Assigning More Writing—With Less Grading
Check out four best practices for teaching writing that can help you improve student learning without creating a mountain of grading work.
Writing is complicated. Depending on the study you read, strong writing requires a mastery of 28, 34, or 47 distinct skills. The fact that researchers can’t even agree on how many traits go into writing illustrates just how complicated it is.
That makes the teaching of writing really complicated—writing teachers need to understand this complex skill and find a way to pass it on to 140 or more students, each with his or her own blend of prior knowledge, writing ability, and motivation.
Faced with such a Herculean task, writing teachers need to be as efficient and effective as possible. The good news is that a number of best practices have emerged in recent years that allow writing teachers to significantly improve their practice without adding more hours to already overfilled days. Here are four of the most impactful.
Write More
Most writing researchers and teachers of note now advise that students should write between 30 and 60 minutes every day. The logic behind this is that nothing is more important for writing development than putting in the hours defining and refining one’s voice, organizing and reorganizing one’s thoughts, and learning how words spill out of one’s head and onto the page.
Many teachers want to add more writing but wonder where it would fit in their already packed curriculum. Writing doesn’t have to displace content—students usually learn content better and faster when they write about it. If they’re learning about the Spanish-American War, have them write a diary entry from Teddy Roosevelt. If they’re learning about the Allegory of the Cave, have them create their own allegorical world.
Writing about content allows students to simultaneously speed up both their building of knowledge and their growth as writers.
Grade Less
Many teachers shy away from adding more writing because they worry that more writing equals more responding to writing, but that doesn’t have to be true. In fact, for many types of writing it’s best practice for teachers to not even read student writing.
To show how students can gain through not getting feedback, high school teacher Dave Stuart Jr. lays out three reasons to write, developed after he read The Core Six: Essential Strategies for Achieving Excellence With the Common Core.
Provisional writing, where students practice with new skills or explore tricky concepts, generally works best when no one else sees it, as that allows them to practice without worrying about others’ judgment. Provisional writing includes warm-up exercises, written exit tickets, and class notes.
Readable writing, where students focus on one or two specific writing traits—including things like in-class essays and short responses—usually calls for succinct feedback from the teacher on those specific traits. Many teachers respond in an in-depth fashion to all types of writing, provisional and readable included, but that amount of feedback should be reserved for polished, revised pieces.

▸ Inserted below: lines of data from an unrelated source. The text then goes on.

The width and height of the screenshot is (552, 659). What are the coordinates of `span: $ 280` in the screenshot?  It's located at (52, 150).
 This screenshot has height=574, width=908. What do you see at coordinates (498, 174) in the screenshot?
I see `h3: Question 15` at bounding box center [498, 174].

By only responding when needed with the amount of feedback needed, teachers can add a lot more writing to their classes without increasing the size of the stacks of work they bring home.
Respond Smarter, Not Harder
Many teachers approach feedback on polished, final pieces by tattooing them with dozens, if not hundreds, of quickly scrawled comments and corrections. The problem with this has been laid out by Nancy Sommers of the Harvard Writing Project, who notes that a deluge of rapidly done comments often leads to the following:
- A terse, authoritative tone that can intimidate students.
- Student confusion when trying to decipher quickly scrawled messages like “Be specific” or “Needs more clarity.”
- Students getting so overwhelmed with the amount of criticism that they don’t learn any of the lessons well.
This potential for intimidating, confusing, or overwhelming students is why so many modern writing researchers argue that teachers should give fewer comments that have greater depth. The St. Martin’s Sourcebook for Writing Tutors suggests a 2+1 approach, where the teacher focuses on giving deep feedback on two higher order concerns like organization or word choice and one repeated mechanical error.
Using this approach instead of marking every single error is one of the rare win-wins in teaching. The teacher wins because going deeper on a few topics generally takes less time than marking everything, and students win because they get clear, quality feedback that does a better job of teaching them the most important lessons.
Teach the Writing Process
A study by the Carnegie Corporation found that the teaching strategy that produced the largest student gains was teaching them how to engage in the writing process. The key word here is teaching, as teachers often ask students to have a writing process but rarely train them in what that means or how to do it well.
The same study found that the most effective way to instruct students in the writing process is the Self-Regulated Strategy Development method, where each stage is taught through providing a rationale to students for why it’s necessary along with clear models, scaffolded support, and regular opportunities to practice it. This method does require a sizable time commitment at the start of the class, but every second spent teaching it is quickly made up for by the rapidly accelerated student gains later.
Writing instruction will likely never be fast or easy, but these four techniques can help a teacher become more effective without increasing his or her workload.